News

Garber Announces Advisory Committee for Harvard Law School Dean Search

News

First Harvard Prize Book in Kosovo Established by Harvard Alumni

News

Ryan Murdock ’25 Remembered as Dedicated Advocate and Caring Friend

News

Harvard Faculty Appeal Temporary Suspensions From Widener Library

News

Man Who Managed Clients for High-End Cambridge Brothel Network Pleads Guilty

Hearns: A Hero Fallen

What Shalit Be?

By Nevin I. Shalit

I'm too upset about the outcome of Wednesday night's fight to judge it objectively. I guess it was a great fight. It had all the necessary ingredients: stinging jabs, hard rights, few clinches, a couple of knockdowns, a frenzied crowd. But the wrong man won.

The same picture keeps coming back. It's the end of the seventh round. After winning four of the first five rounds by jabbing Sugar Ray Leonard to death, Tommy Hearns has taken a terrific beating in the sixth and seventh stanzas. The bell rings, bringing an end to Leonard's assault. Tommy Hearns turns and starts towards his corner. But the Motor City Cobra looks more like a newborn gazelle as he wobbles to his stool. Depression.

There was so much fear in the ring that it's hard to say which fighter feared the other more. Leonard ran, ran, ran in the early rounds. He gave away those rounds in exchange for not getting tagged by a Hearns right hand. For his part, the Hit Man didn't seem to fear Leonard at all until he took a beating in the sixth and seventh. After that he was a different fighter. He looked like Muhammed Ali looked each time he fought Kenny Norton. You could almost hear him thinking, "Can't let this guy close. Can't let him near me. Just four more rounds."

It could be that Hearns was too light at 145 pounds--he hadn't been that light in over two years--or that if he had risked looking wild throwing some rights in the opening rounds, one would have landed and put Leonard in Never-Never-Land. When he could have thrown the right he was reluctant. When he was willing to throw the right, in the later rounds, he was unable.

I suppose Hearns showed a lot of heart in the fight. He was battered around the ring in the sixth and seventh rounds, and came out in the eighth circling steadily, firing his long left jab to keep Leonard off him. In the thirteenth he was knocked to the canvas for the first time in his career--not once, but twice. He got up both times, once extracting himself from the ropes. All this from a man who said before the fight that he had never even been stunned in his entire career. Hearns learned quickly.

The end came in the fourteenth. A huge right hand from Leonard seemed to miss, but all of a sudden there was Hearns, wobbling to a different set of ropes. Leonard, always a great finisher, threw 40 punches or more. Hearns offered a weak left jab. Thirty more punches. The end.

Hearns was leading on all three judges' cards when the referee stopped the bout. If he had survived, he would have won the fight. But even to a Tommy Hearns fan, that wouldn't have been fair. Hearns won ten rounds, yes, but only because Leonard didn't throw any punches. Whenever Leonard wanted, he controlled the fight.

In the end, justice was done. But it would have been a better justice if big Tommy Hearns' right hand had landed on Leonard's chin in the thirteenth round, with Hearns' arms raised in the fourteenth while Leonard sagged in the ropes.

Sugar Ray Leonard was the better fighter this night. I still think Tommy Hearns is the better man.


REQUIREMENT>
Only lines containing "type" are wanted from the data below. Copy those lines.

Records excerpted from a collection
..........
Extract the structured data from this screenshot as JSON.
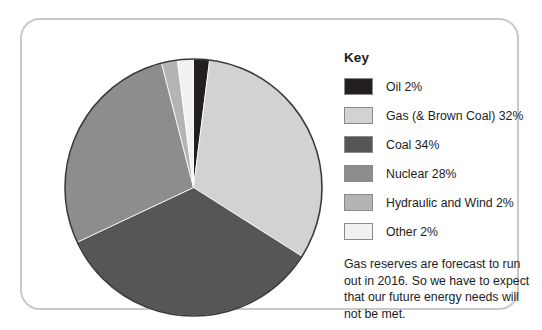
{
  "card": {
    "border_color": "#c9c9c9",
    "background": "#ffffff"
  },
  "legend": {
    "title": "Key",
    "items": [
      {
        "label": "Oil 2%",
        "color": "#231f20",
        "name": "Oil",
        "value": 2
      },
      {
        "label": "Gas (& Brown Coal) 32%",
        "color": "#d2d2d2",
        "name": "Gas (& Brown Coal)",
        "value": 32
      },
      {
        "label": "Coal 34%",
        "color": "#565656",
        "name": "Coal",
        "value": 34
      },
      {
        "label": "Nuclear 28%",
        "color": "#8d8d8d",
        "name": "Nuclear",
        "value": 28
      },
      {
        "label": "Hydraulic and Wind 2%",
        "color": "#b4b4b4",
        "name": "Hydraulic and Wind",
        "value": 2
      },
      {
        "label": "Other 2%",
        "color": "#f1f1f1",
        "name": "Other",
        "value": 2
      }
    ]
  },
  "note": {
    "text": "Gas reserves are forecast to run out in 2016. So we have to expect that our future energy needs will not be met."
  },
  "chart_data": {
    "type": "pie",
    "title": "",
    "units": "percent",
    "total": 100,
    "start_angle_deg": 0,
    "direction": "clockwise",
    "legend_position": "right",
    "legend_title": "Key",
    "categories": [
      "Oil",
      "Gas (& Brown Coal)",
      "Coal",
      "Nuclear",
      "Hydraulic and Wind",
      "Other"
    ],
    "values": [
      2,
      32,
      34,
      28,
      2,
      2
    ],
    "labels": [
      "Oil 2%",
      "Gas (& Brown Coal) 32%",
      "Coal 34%",
      "Nuclear 28%",
      "Hydraulic and Wind 2%",
      "Other 2%"
    ],
    "colors": [
      "#231f20",
      "#d2d2d2",
      "#565656",
      "#8d8d8d",
      "#b4b4b4",
      "#f1f1f1"
    ],
    "annotation": "Gas reserves are forecast to run out in 2016. So we have to expect that our future energy needs will not be met."
  }
}
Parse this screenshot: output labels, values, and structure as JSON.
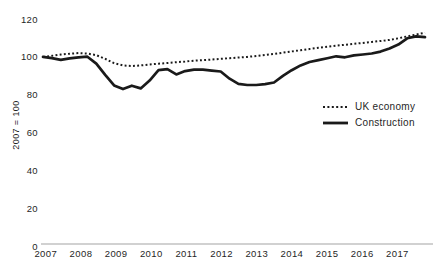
{
  "chart_data": {
    "type": "line",
    "title": "",
    "ylabel": "2007 = 100",
    "ylim": [
      0,
      120
    ],
    "y_ticks": [
      0,
      20,
      40,
      60,
      80,
      100,
      120
    ],
    "x_tick_labels": [
      "2007",
      "2008",
      "2009",
      "2010",
      "2011",
      "2012",
      "2013",
      "2014",
      "2015",
      "2016",
      "2017"
    ],
    "x_frequency": "quarterly",
    "grid": "off",
    "legend_position": "middle-right",
    "line_color": "#1a1a1a",
    "axis_line_color": "#a3a3a3",
    "series": [
      {
        "name": "UK economy",
        "style": "dotted",
        "values": [
          100,
          100.6,
          101.2,
          101.7,
          102,
          101.8,
          100.9,
          99,
          96.7,
          95.5,
          95.2,
          95.5,
          96,
          96.4,
          96.8,
          97.2,
          97.6,
          98,
          98.3,
          98.6,
          99,
          99.3,
          99.7,
          100,
          100.5,
          101,
          101.6,
          102.2,
          102.9,
          103.5,
          104.2,
          104.8,
          105.4,
          105.9,
          106.4,
          106.9,
          107.4,
          107.9,
          108.4,
          109,
          109.8,
          110.8,
          111.8,
          112.7
        ]
      },
      {
        "name": "Construction",
        "style": "solid",
        "values": [
          100,
          99.3,
          98.4,
          99.2,
          99.8,
          100.1,
          96.5,
          90.5,
          85,
          83,
          84.8,
          83.4,
          87.5,
          93,
          93.6,
          90.8,
          92.5,
          93.3,
          93.3,
          92.8,
          92.3,
          88.5,
          85.8,
          85.2,
          85.2,
          85.6,
          86.5,
          90,
          93,
          95.5,
          97.3,
          98.3,
          99.3,
          100.3,
          99.8,
          100.8,
          101.3,
          101.8,
          102.8,
          104.5,
          106.5,
          109.8,
          110.8,
          110.4
        ]
      }
    ]
  }
}
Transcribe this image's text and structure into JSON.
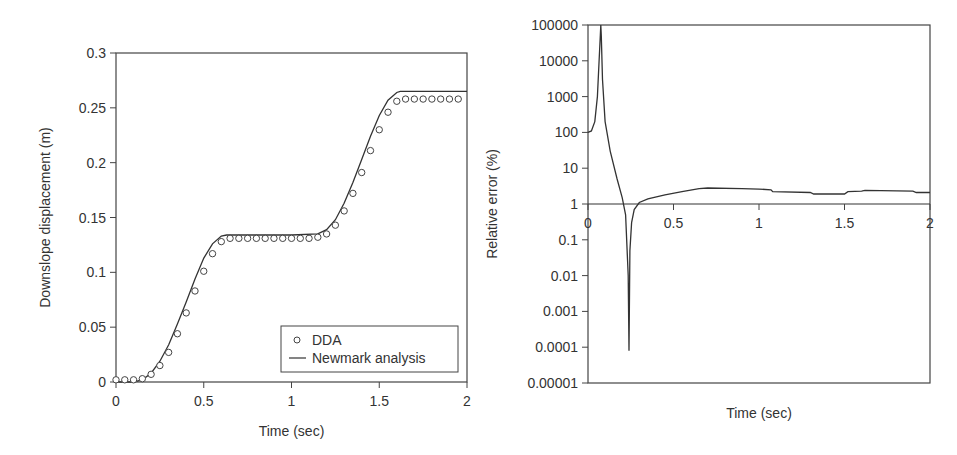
{
  "chart_data": [
    {
      "type": "line",
      "title": "",
      "xlabel": "Time (sec)",
      "ylabel": "Downslope displacement (m)",
      "xlim": [
        0,
        2
      ],
      "ylim": [
        0,
        0.3
      ],
      "xticks": [
        "0",
        "0.5",
        "1",
        "1.5",
        "2"
      ],
      "yticks": [
        "0",
        "0.05",
        "0.1",
        "0.15",
        "0.2",
        "0.25",
        "0.3"
      ],
      "grid": false,
      "legend": {
        "position": "lower right",
        "entries": [
          {
            "label": "DDA",
            "marker": "circle"
          },
          {
            "label": "Newmark analysis",
            "marker": "line"
          }
        ]
      },
      "series": [
        {
          "name": "DDA",
          "style": "open-circle",
          "x": [
            0,
            0.05,
            0.1,
            0.15,
            0.2,
            0.25,
            0.3,
            0.35,
            0.4,
            0.45,
            0.5,
            0.55,
            0.6,
            0.65,
            0.7,
            0.75,
            0.8,
            0.85,
            0.9,
            0.95,
            1.0,
            1.05,
            1.1,
            1.15,
            1.2,
            1.25,
            1.3,
            1.35,
            1.4,
            1.45,
            1.5,
            1.55,
            1.6,
            1.65,
            1.7,
            1.75,
            1.8,
            1.85,
            1.9,
            1.95
          ],
          "y": [
            0.002,
            0.002,
            0.002,
            0.003,
            0.007,
            0.015,
            0.027,
            0.044,
            0.063,
            0.083,
            0.101,
            0.117,
            0.128,
            0.131,
            0.131,
            0.131,
            0.131,
            0.131,
            0.131,
            0.131,
            0.131,
            0.131,
            0.131,
            0.132,
            0.135,
            0.143,
            0.156,
            0.172,
            0.191,
            0.211,
            0.23,
            0.246,
            0.256,
            0.258,
            0.258,
            0.258,
            0.258,
            0.258,
            0.258,
            0.258
          ]
        },
        {
          "name": "Newmark analysis",
          "style": "solid-line",
          "x": [
            0,
            0.1,
            0.15,
            0.2,
            0.25,
            0.3,
            0.35,
            0.4,
            0.45,
            0.5,
            0.55,
            0.6,
            0.63,
            1.0,
            1.15,
            1.2,
            1.25,
            1.3,
            1.35,
            1.4,
            1.45,
            1.5,
            1.55,
            1.6,
            1.62,
            2.0
          ],
          "y": [
            0,
            0,
            0.002,
            0.008,
            0.019,
            0.034,
            0.053,
            0.073,
            0.094,
            0.113,
            0.126,
            0.133,
            0.134,
            0.134,
            0.135,
            0.139,
            0.148,
            0.163,
            0.182,
            0.203,
            0.224,
            0.243,
            0.257,
            0.264,
            0.265,
            0.265
          ]
        }
      ]
    },
    {
      "type": "line",
      "title": "",
      "xlabel": "Time (sec)",
      "ylabel": "Relative error (%)",
      "xlim": [
        0,
        2
      ],
      "ylim": [
        1e-05,
        100000
      ],
      "yscale": "log",
      "xticks": [
        "0",
        "0.5",
        "1",
        "1.5",
        "2"
      ],
      "yticks": [
        "0.00001",
        "0.0001",
        "0.001",
        "0.01",
        "0.1",
        "1",
        "10",
        "100",
        "1000",
        "10000",
        "100000"
      ],
      "grid": false,
      "reference_line": {
        "y": 1,
        "label": "1%"
      },
      "series": [
        {
          "name": "Relative error",
          "style": "solid-line",
          "x": [
            0,
            0.02,
            0.04,
            0.055,
            0.065,
            0.072,
            0.075,
            0.078,
            0.085,
            0.1,
            0.13,
            0.17,
            0.2,
            0.22,
            0.235,
            0.24,
            0.245,
            0.255,
            0.27,
            0.3,
            0.35,
            0.45,
            0.55,
            0.65,
            0.7,
            0.9,
            1.0,
            1.07,
            1.08,
            1.3,
            1.32,
            1.5,
            1.52,
            1.6,
            1.62,
            1.9,
            1.92,
            2.0
          ],
          "y": [
            100,
            110,
            200,
            1000,
            10000,
            50000,
            100000,
            50000,
            3000,
            200,
            30,
            5,
            1.5,
            0.5,
            0.01,
            8e-05,
            0.05,
            0.3,
            0.7,
            1.1,
            1.4,
            1.8,
            2.2,
            2.7,
            2.8,
            2.7,
            2.6,
            2.5,
            2.2,
            2.1,
            1.9,
            1.9,
            2.2,
            2.3,
            2.4,
            2.3,
            2.1,
            2.1
          ]
        }
      ]
    }
  ]
}
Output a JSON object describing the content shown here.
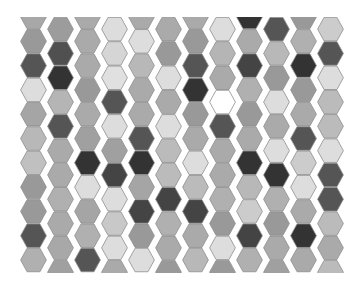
..........
THE COMPLETED TASK>
    "type": "pie",
    "type": "line",
      "type": "line",
      "type": "line",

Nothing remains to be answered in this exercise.